- Material supplied -
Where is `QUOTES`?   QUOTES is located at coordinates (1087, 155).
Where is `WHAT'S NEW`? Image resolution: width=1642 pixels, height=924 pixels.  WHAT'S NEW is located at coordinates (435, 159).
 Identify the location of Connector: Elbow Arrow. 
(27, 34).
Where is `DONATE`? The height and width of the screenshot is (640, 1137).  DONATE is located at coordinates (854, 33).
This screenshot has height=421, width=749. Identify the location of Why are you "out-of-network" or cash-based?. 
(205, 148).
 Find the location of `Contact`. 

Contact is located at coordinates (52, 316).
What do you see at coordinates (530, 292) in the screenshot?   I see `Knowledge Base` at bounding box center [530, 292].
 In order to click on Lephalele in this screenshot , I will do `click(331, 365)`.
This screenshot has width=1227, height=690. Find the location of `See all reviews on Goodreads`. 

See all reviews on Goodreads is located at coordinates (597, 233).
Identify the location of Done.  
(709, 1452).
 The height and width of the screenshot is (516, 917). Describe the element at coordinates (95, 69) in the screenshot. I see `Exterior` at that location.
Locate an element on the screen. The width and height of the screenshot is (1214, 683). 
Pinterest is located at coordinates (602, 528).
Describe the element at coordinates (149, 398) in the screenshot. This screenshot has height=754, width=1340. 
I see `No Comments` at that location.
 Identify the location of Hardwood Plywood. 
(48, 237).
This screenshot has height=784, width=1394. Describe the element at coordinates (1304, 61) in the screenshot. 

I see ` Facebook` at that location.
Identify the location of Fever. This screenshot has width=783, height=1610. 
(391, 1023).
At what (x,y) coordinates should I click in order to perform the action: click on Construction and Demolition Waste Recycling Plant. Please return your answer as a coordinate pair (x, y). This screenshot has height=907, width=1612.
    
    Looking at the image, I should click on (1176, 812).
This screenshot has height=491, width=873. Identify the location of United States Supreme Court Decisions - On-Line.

- What this task involves -
Restate the entries. Match them exactly.

- Worked solution -
Where is `QUOTES`?   QUOTES is located at coordinates (1087, 155).
Where is `WHAT'S NEW`? Image resolution: width=1642 pixels, height=924 pixels.  WHAT'S NEW is located at coordinates (435, 159).
 Identify the location of Connector: Elbow Arrow. 
(27, 34).
Where is `DONATE`? The height and width of the screenshot is (640, 1137).  DONATE is located at coordinates (854, 33).
This screenshot has height=421, width=749. Identify the location of Why are you "out-of-network" or cash-based?. 
(205, 148).
 Find the location of `Contact`. 

Contact is located at coordinates (52, 316).
What do you see at coordinates (530, 292) in the screenshot?   I see `Knowledge Base` at bounding box center [530, 292].
 In order to click on Lephalele in this screenshot , I will do `click(331, 365)`.
This screenshot has width=1227, height=690. Find the location of `See all reviews on Goodreads`. 

See all reviews on Goodreads is located at coordinates (597, 233).
Identify the location of Done.  
(709, 1452).
 The height and width of the screenshot is (516, 917). Describe the element at coordinates (95, 69) in the screenshot. I see `Exterior` at that location.
Locate an element on the screen. The width and height of the screenshot is (1214, 683). 
Pinterest is located at coordinates (602, 528).
Describe the element at coordinates (149, 398) in the screenshot. This screenshot has height=754, width=1340. 
I see `No Comments` at that location.
 Identify the location of Hardwood Plywood. 
(48, 237).
This screenshot has height=784, width=1394. Describe the element at coordinates (1304, 61) in the screenshot. 

I see ` Facebook` at that location.
Identify the location of Fever. This screenshot has width=783, height=1610. 
(391, 1023).
At what (x,y) coordinates should I click in order to perform the action: click on Construction and Demolition Waste Recycling Plant. Please return your answer as a coordinate pair (x, y). This screenshot has height=907, width=1612.
    
    Looking at the image, I should click on (1176, 812).
This screenshot has height=491, width=873. Identify the location of United States Supreme Court Decisions - On-Line.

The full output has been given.